“Revolutionary Road” – A Cinematographic Reflection

Lifestyle Fashion

I loved Kate Winslet and Leonardo DiCaprio in James Cameron’s blockbuster “Titanic,” and knew their inherent electricity together would fuel their latest collaboration in “Revolutionary Road,” directed by Kate’s husband, Sam Mendes.

The film is set in the mid-1950s when people were still smoking cigarettes in their business offices, and is based on a novel (published in 1961) by Richard Yates. We follow two characters, Frank Wheeler and his wife, April, as their life together takes unexpected turns.

Kate could be the emotional doppelganger of poet and novelist Sylvia Plath, who was so distraught over having children and being forced to fit the “mother and housewife” mold, that her last act of defiance was to place her head on a gas oven. on Kate and Frank have two children together, but there are hints throughout the film that April would rather have devoted her talents to acting. There is clearly little or no support for that. Still, the 1950s family structure of a working father, two boisterous kids, and the role of model housewife doesn’t fit into April’s scheme of things. So when Frank agrees to her carefully considered plan to move the family to Paris, where she will take over as secretary while Frank discovers her true talents, April is ecstatic. There is a bright new feeling in their relationship when neighbors and co-workers are informed of her plan to move to Paris. The “Who’s Afraid of Virginia Woolf” part of her life seems to be far behind her. Now, like a pair of giggly teenagers, they are delighted to be moving in the same direction.

But the Frank who is willing to leave the company where his father worked before him for decades (and whom no one at the firm seems to remember) is now irresistible as an asset to his bosses who make him an offer he can’t refuse, to stay. still. Of course, April, who is the voice of reason through all of this, can’t fathom that her grand plan has fallen apart, even after buying her plane tickets and starting to pack. On top of all that, she’s pregnant with no desire to have a third full-term child, at the Revolutionay Road home that she’s already said goodbye to.

In an interview published in Ploughshares in 1972, author Richard Yates said: “During the 1950s there was a general urge for conformity throughout the country, by no means only in the suburbs: a kind of blind and desperate grasping for safety in at any cost, as politically exemplified by the Eisenhower administration and Joe McCarthy’s witch hunts. Still, many Americans were deeply disturbed by it all, felt it was an outright betrayal of our best and bravest revolutionary spirit, And that was the spirit that I tried to embody in the character of April Wheeler. I was referring to the title to suggest that the revolutionary road of 1776 had come to something very close to a dead end in the 1950s.”

Many of us tend to think of the ’50s as the good old days, but not in terms of a woman’s right to choose whether or not to have a family. And yet, how is the 21st century different now? People still feel that they should hold on to what they have and not take any chances to change their circumstances. Most pregnant women, as shown in today’s media, choose to have the baby. Juno, in a “breakup” movie, chooses to have the baby and give it away. Back in the “real world”, a humanitarian doctor named George Tiller is assassinated for a supposed “right to life” (if that’s not an irony, then what is?)

When asked about the subject of his book, Yates told the interviewer, “If my work has a theme, I suspect it is a simple one: that most human beings are inevitably alone, and therein lies their tragedy.” If we humans could walk a mile in our neighbor’s shoes (as my father once liked to say), we’d be amazed at how similar we really are in wanting our lives to be comfortable yet remarkable.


▶ **REQUIREMENT**: Find how many lines below hold "Where", then state that number by itself.

[Extracted records]
__________

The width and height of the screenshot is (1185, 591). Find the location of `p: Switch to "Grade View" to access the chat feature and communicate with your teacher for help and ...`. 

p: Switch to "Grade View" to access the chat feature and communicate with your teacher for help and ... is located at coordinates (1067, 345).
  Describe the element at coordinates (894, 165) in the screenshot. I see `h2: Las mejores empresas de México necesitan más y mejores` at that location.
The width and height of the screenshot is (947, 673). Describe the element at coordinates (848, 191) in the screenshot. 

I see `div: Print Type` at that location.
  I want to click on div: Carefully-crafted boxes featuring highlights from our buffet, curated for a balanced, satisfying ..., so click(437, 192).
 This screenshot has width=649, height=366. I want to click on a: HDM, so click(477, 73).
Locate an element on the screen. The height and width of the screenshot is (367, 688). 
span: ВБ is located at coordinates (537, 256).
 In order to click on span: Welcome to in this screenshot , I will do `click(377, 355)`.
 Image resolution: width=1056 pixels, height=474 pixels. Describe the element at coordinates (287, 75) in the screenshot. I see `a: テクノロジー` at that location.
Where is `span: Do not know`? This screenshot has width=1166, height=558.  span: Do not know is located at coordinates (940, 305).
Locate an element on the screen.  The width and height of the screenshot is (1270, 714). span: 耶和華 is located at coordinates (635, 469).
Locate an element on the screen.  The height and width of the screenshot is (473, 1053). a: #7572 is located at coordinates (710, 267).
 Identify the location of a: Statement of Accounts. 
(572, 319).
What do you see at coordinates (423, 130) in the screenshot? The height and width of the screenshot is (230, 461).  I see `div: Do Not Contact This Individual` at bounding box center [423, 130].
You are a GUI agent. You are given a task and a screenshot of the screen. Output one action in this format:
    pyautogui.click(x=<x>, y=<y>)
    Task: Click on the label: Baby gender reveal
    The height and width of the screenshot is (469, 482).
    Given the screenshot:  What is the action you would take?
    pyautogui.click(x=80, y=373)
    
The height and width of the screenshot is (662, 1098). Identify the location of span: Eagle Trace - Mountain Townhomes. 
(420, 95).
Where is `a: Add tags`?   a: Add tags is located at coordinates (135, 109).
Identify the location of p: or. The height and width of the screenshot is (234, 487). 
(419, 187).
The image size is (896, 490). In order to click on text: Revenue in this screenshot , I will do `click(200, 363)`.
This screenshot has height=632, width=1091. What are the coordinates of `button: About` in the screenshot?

__________

▶ **RESPONSE**: 2